Kafka
Use Kafka topics as sources and sinks
Arroyo provides sources and sinks for Apache Kafka for consistently reading and writing data from Kafka topics using exactly-once semantics. Kafka’s distributed log model makes it a great fit for stream processing applications like Arroyo.
Arroyo supports Kafka clusters that are self-hosted, using Amazon MSK1, and Confluent Cloud.
1 Note that MSK Serverless is not currently supported due to its reliance on non-standard IAM authentication
Configuring the Connection
Kafka connections can be created via the Web UI or via SQL.
A Kafka connection has several required and optional fields:
Field | Description | Required | Example |
---|---|---|---|
bootstrap_servers | A comma-separated list of Kafka servers to connect to | Yes | kafka-server-1.cluster:9092,kafka-server-2.cluster:9092 |
auth.type | One of ‘none’ or ‘sasl’ | No | sasl |
auth.protocol | The SASL protocol to use (e.g., SASL_PLAINTEXT , SASL_SSL ) | No | SASL_PLAINTEXT |
auth.mechanism | The SASL mechanism to use (e.g., SCRAM-SHA-256 , SCRAM-SHA-512 ) | No | SCRAM-SHA-256 |
auth.username | The username to use for SASL authentication | No | user |
auth.password | The password to use for SASL authentication | No | password |
topic | The name of the Kafka topic to read from or write to | Yes | |
type | The type of table (either ‘source’ or ‘sink’) | Yes | source |
value.subject | Configures the value subject read from the schema registry, if enabled | No | logs-value |
source.offset | The offset to start reading from (either ‘earliest’ or ‘latest’) | No | earliest |
source.read_mode | The read mode to use. ‘read_committed’ only reads committed Kafka messages, while ‘read_uncommitted’ will read all messages. | No | read_committed |
source.group_id | For sources, sets the Kafka consumer group to use; note that using the same group for multiple pipelines will result in each pipeline seeing only a subset of the data | No | my-group |
sink.commit_mode | The commit mode to use (either ‘exactly_once’ or ‘at_least_once’) | No | exactly_once |
’sink.timestamp_field’ | The field to use as the timestamp for the Kafka message | No | timestamp |
’sink.key_field’ | The field to use as the key for the Kafka message | No | key |
schema_registry.endpoint | The URL of the Confluent Schema Registry to use | No | https://schema-registry.cluster:8081 |
schema_registry.api_key | The API Key to use for the Schema Registry.
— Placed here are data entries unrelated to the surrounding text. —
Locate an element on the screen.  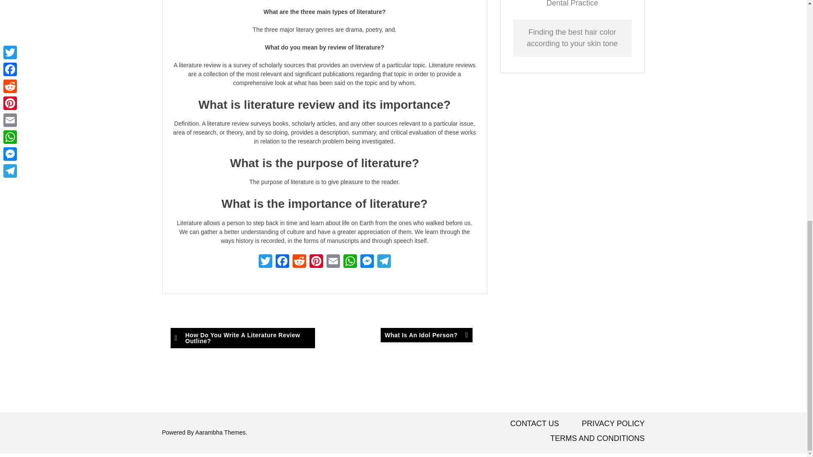
CONTACT US is located at coordinates (534, 423).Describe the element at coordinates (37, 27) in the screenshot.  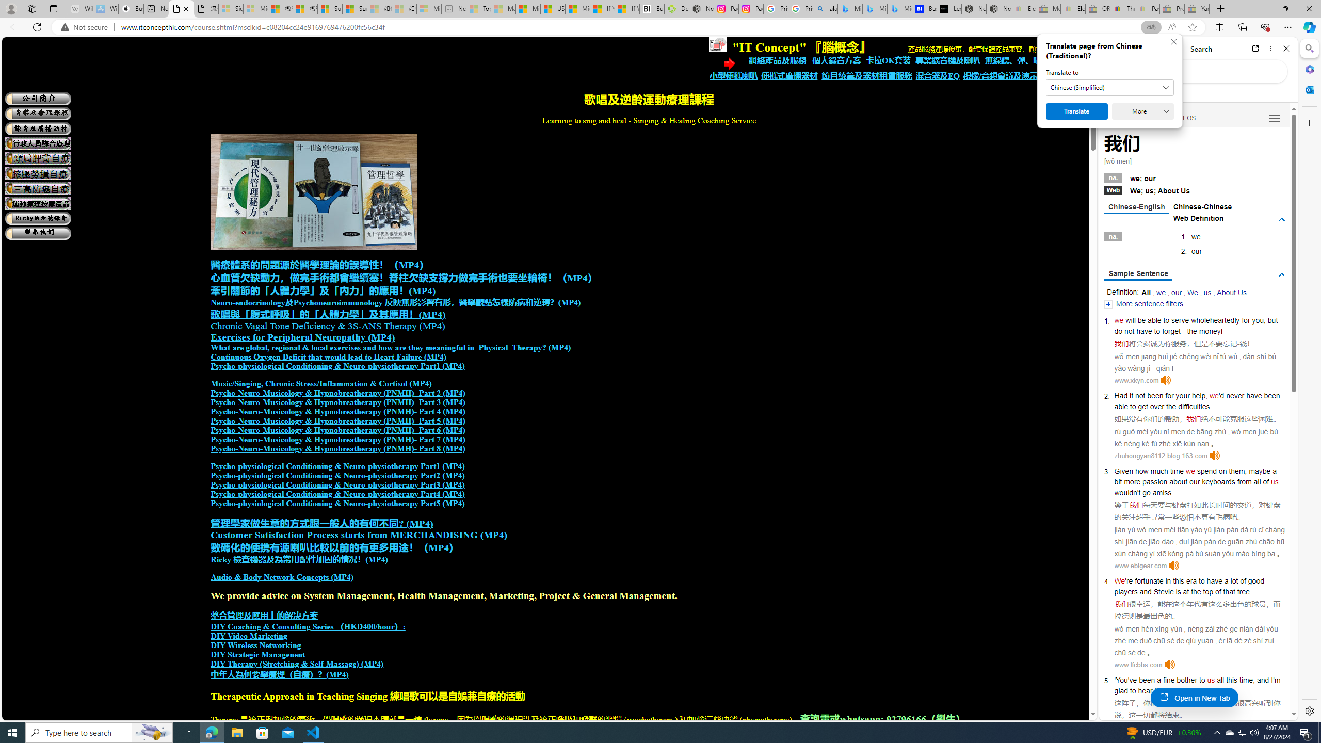
I see `Refresh` at that location.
Will be the username via basic auth | No | ABCDEFGHIJK01234 |
schema_registry.api_secret | The API Secret to use for the Schema Registry. Will be the password via basic auth | No | abcdefghijklmnopqrstuvwxyzABCDEFGHIJKLMNOPQRSTUVWXYZ0123456789 |
client_configs | Key-value pairs of additional rdkafka configuration options | No | message.max.bytes=1000,queue.buffering.max.kbytes=1048576 |
Kafka Sources
Kafka sources can be created via the Web UI, the API, or directly in SQL. A Kafka source is defined by a topic name and a schema.
Schemas can be defined via json-schema, or automatically configured via Confluent Schema Registry.
Kakfa sources implement exactly-once semantics by storing the last-read offset in Arroyo’s state.
Additionally, you can set source.read_mode
to read_committed
to ensure that only committed messages are read.
Kafka Sinks
Kafka sinks can be created via the Web UI, the API, or directly in SQL. A Kafka sink is defined by a topic name. Currently, Kafka sinks only support writing JSON data, with the structure determined by the schema of the data being written.
The Kafka sink supports both exactly once and at least once modes. At least once delivery will proactively write to the downstream Kafka topic as messages come in. This can potentially result in duplicate messages in the event of a pipeline failure.
Exactly once delivery writes to Kafka using its transaction API. Data is staged within each epoch of the checkpointing system, and then committed through a two-phase protocol once all data is staged. Currently the system does not cleanly recover from failures during the commit phase, as this requires Kafka to be better able to participate in a two-phase commit. See this issue for more details.
Producer metadata
Messages produced to Kafka include data—a sequence of bytes typically encoded in a format like JSON, Avro, or Protobuf—as well a metadata. The Arroyo Kafka connector supports setting metadata fields—currently timestamp and key—to support more powerful integrations. For example:
Kafka DDL
Kafka connection tables can be defined via SQL DDL and used as sources and sinks in SQL queries.